The Wicker Man Soundtrack

For those of you who have never seen the 1974 film The Wicker Man, I recommend that you buy or rent this film and watch it on May Eve. Those who have seen the film will hopefully agree with me when I suggest that the first time you hear the soundtrack it should be while viewing The Wicker Man because, outside of films based upon musicals, there have been few films in which the music so thoroughly creates the very setting of the film.

In case you are not familiar with the film, The Wicker Man is about a young Scottish policeman who receives a mysterious letter which claims that a young girl has disappeared from her home on the remote island of Summerisle. The policeman travels to the isolated island and discovers that the inhabitants practice long-forgotten Pagan beliefs.

While The Wicker Man is often referred to as a horror film, the wild beauty of the island which seems to exist outside of time and the equally beautiful music combine to evoke an uncanny but magical place worthy of any fantasy film.

The film’s opening scenes show the severe and ascetic Sargeant Howie in the sterile industrialized city in which he lives and the starkly plain church in which he prays. Soon, however, Howie sets out for Summerisle in the Western Hebrides, and the drone of the small plane he flies over the vast empty ocean is accompanied first by the drone of bagpipes and then the melancholy song of a female singer. As Howie descends earthward, he catches glimpses of objects which seem more the stuff of dreams than of the modern world — a rider on a white horse, an old boat with an eye painted on the prow, an abandoned church (“Opening Music / Loving Couples / The Ruined Church”).

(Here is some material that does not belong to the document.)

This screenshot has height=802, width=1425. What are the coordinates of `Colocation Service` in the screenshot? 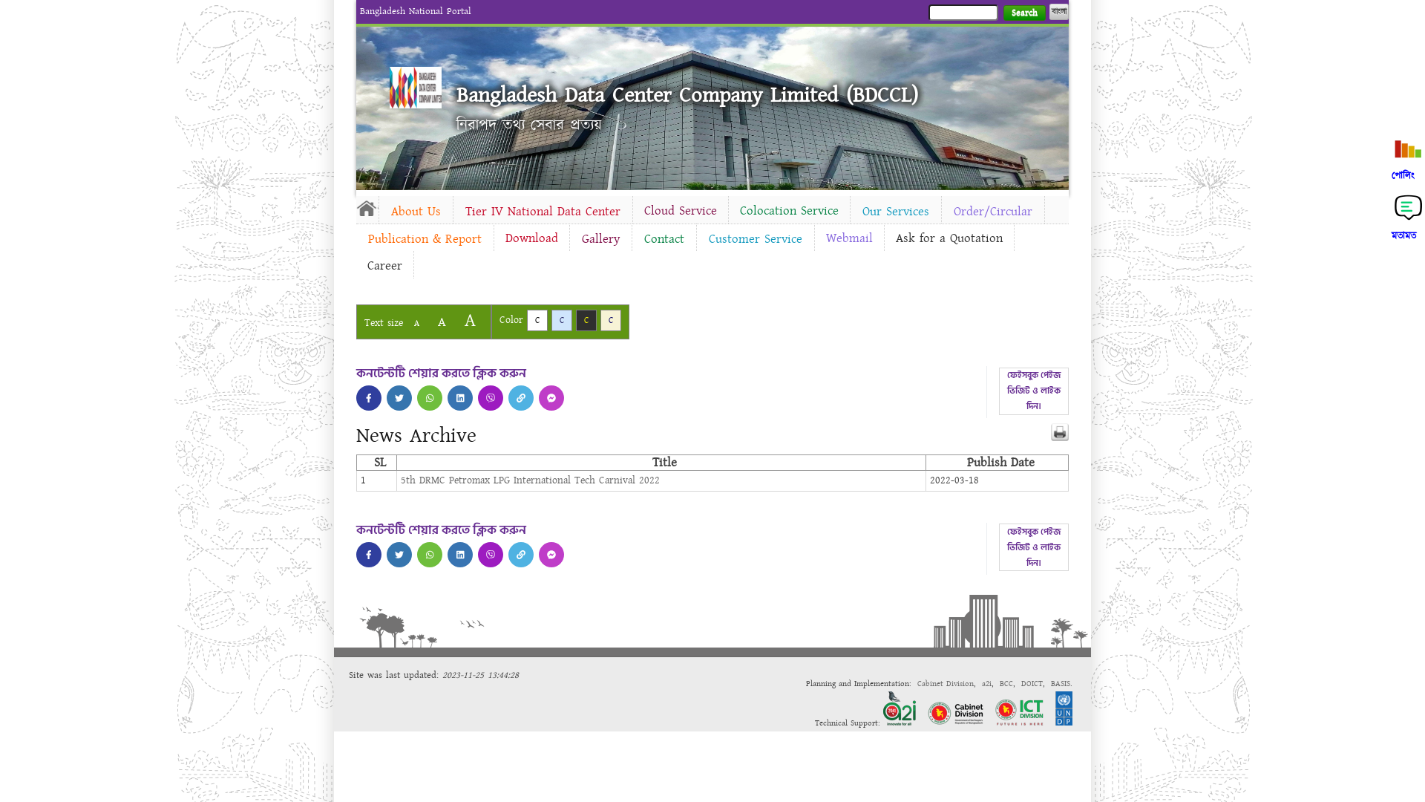 It's located at (790, 211).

Although Howie will realize it too late, we, the viewers and listeners, already sense that we have landed upon one of fantastic fiction’s most strange and beguiling islands.

Howie, however, has yet to realize that he has slipped between the worlds and time to a place where people regard his religious dogma and endless regulations as more amusing than authoritative and, when he wanders into The Green Man, the small village pub, his senses as well as his morals are assaulted by the bawdy ballads and rowdy dancing (“The Landlord’s Daughter,” “Gently Johnny”).

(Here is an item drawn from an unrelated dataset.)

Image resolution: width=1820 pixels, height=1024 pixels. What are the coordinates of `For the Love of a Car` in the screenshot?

If Howie is an ascetic, determinedly practicing a joyless self-denial, then the inhabitants of Summerisle practice an ecstatic Paganism, for Howie discovers that he has stumbled, quite literally, upon Summerisle’s preparations for May Eve (“Maypole,” “Fire Leap,”). The teasing humor and sexual freedom in which women appear to revel (“Willow’s Song,” “The Tinker of Rye”) in particular come close to rendering Howie completely incoherent with outrage.

Howie is soon caught up in trying to impose order upon a May Eve festival which is all about upsetting order and playing games ((“Procession,” “Masks / Hobby Horse”) although the games become increasingly dark (“Chop Chop”), escalating to a game of hide-and-seek in which the life of a young girl is at stake (“Searching For Rowan”). Amongst the high cliffs of the island, however, Howie finally comes to the end of the chase, and neither his father-god nor his god of light are a match for the wild darkness of the old gods or, at the very least, the darker side of human nature (“Appointment With The Wicker Man,” “Festival / Mirie It Is / Summer Is A-comen In,” “Sunset”).

Music by songwriter/composer Paul Giovanni with additional lyrics by Peter Shaffer, music by Gary Carpenter and Magnet.